Saturday, July 31, 2010

Day 49. Numbers 31-33

Again in chapter 31 of Numbers we have another example of the kind of total war of conquest the Israelites will wage in their conquest of Canaan. The intention is nothing short of genocide. When the triumphant Israelite warriors bring back the women and children of the slain Midianites, Moses, aware of the corrupting influence these captives will have upon the people, orders all the women who are not virgins and all the male children killed. Only virgins and female children are spared, in order to be given to Israelite men in what we would call "rape-marriages." We may be horrified by a story like this, but sadly we have not passed this stage in the moral development of our species. This is exactly the sort of thing that has happened in our own time in places like Bosnia and Darfur—rape being used as a weapon to demoralize and exterminate an enemy people.
We are not likely to see narratives like this as neither heroic nor particularly interesting. But they demonstrate the LORD's call to his people to follow him "unreservedly" (32:11). When the tribes of Reuben and Gad want to remain on the far side of Jordan with their herds and their little ones, the Lord is angry with them (32:10) because they have been influenced by other, lesser considerations rather than giving him the uncompromising obedience he demands. They are distracted from their true purpose.
The call to unreserved obedience is a theme that we will see running through all of scripture. Sin is doing less than that call requires, and sin has consequences. In the conquest of Canaan, the Lord demands that the Israelites drive out the inhabitants of the land completely, and he delivers a dire a warning about what anything less than total compliance will mean. He says, "If you do not drive out the inhabitants of the land from before you, then those whom you let remain shall be as barbs in your eyes and thorns in your sides; they shall trouble you in the land where you are settling. And I will do to you as I thought to do to them" (33:55-56).
There is a thinly veiled threat in that last verse that will be played out later. Obedience brings blessing, but anything less than total obedience will have tragic consequences—this we will see played out in our continuing reading.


» What you will do: If a line holds the word "axis", copy it from the entries.

Figure collection entries:
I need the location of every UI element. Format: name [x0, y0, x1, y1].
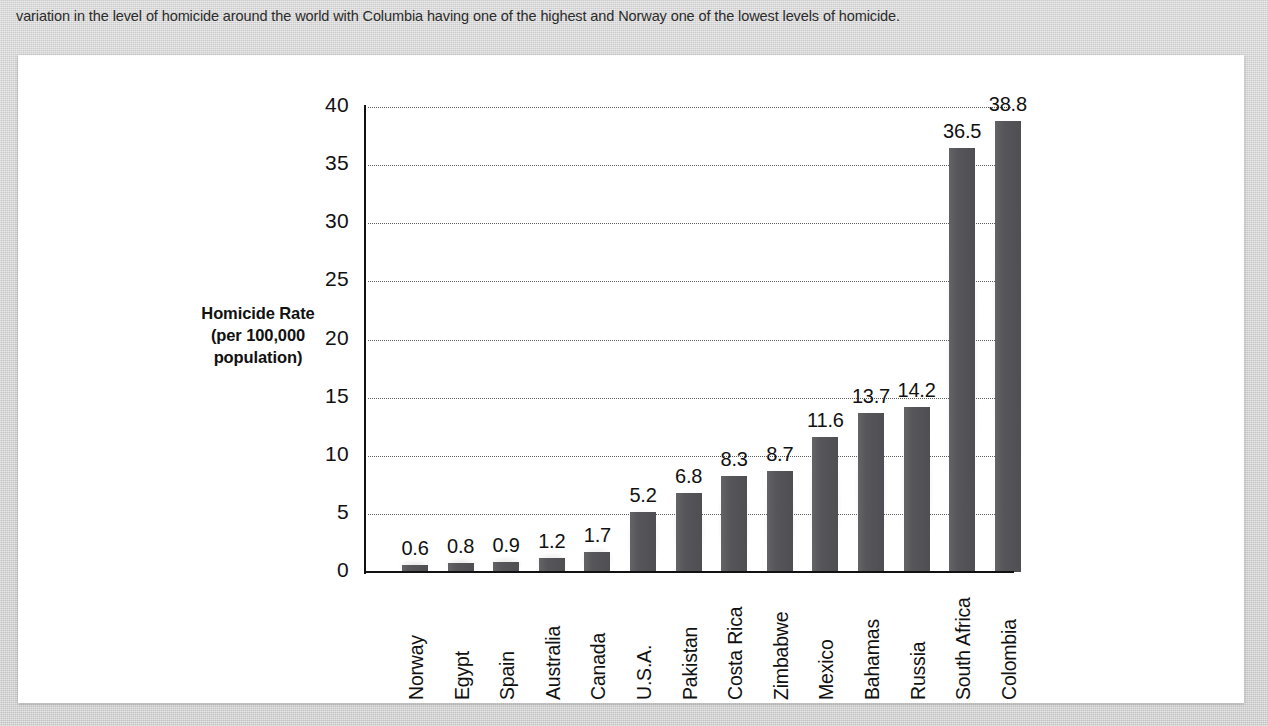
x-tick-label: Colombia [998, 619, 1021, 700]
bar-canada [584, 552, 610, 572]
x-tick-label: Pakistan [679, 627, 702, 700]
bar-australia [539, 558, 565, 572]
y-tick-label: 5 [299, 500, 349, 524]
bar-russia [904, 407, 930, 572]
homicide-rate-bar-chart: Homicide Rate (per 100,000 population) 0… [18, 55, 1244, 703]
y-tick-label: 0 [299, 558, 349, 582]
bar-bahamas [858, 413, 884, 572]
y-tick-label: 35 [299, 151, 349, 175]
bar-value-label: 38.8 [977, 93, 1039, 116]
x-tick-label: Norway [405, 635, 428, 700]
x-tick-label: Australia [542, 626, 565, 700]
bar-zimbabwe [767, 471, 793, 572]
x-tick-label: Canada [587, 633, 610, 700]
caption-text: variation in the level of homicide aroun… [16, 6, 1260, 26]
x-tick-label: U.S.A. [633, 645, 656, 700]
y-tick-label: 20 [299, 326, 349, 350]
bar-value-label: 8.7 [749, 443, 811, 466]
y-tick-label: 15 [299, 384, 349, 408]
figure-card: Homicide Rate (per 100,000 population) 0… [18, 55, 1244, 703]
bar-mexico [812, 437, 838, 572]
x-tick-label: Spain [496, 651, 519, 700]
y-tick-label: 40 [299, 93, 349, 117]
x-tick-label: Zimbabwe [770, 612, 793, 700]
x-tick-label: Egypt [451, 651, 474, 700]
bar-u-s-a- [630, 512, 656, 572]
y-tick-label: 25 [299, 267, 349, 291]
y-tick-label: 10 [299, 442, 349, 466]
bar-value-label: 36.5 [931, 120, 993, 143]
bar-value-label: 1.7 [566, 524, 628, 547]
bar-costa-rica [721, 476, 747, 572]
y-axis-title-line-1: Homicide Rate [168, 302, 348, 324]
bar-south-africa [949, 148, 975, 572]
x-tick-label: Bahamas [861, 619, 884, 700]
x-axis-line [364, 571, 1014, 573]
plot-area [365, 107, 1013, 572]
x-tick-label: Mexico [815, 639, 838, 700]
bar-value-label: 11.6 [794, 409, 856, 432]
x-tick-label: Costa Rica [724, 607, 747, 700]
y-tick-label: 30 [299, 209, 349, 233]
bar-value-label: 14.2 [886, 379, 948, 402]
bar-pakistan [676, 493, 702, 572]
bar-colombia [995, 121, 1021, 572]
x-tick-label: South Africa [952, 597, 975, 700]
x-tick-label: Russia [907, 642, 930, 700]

» Solution:
y-axis-title-line-1: Homicide Rate [168, 302, 348, 324]
x-axis-line [364, 571, 1014, 573]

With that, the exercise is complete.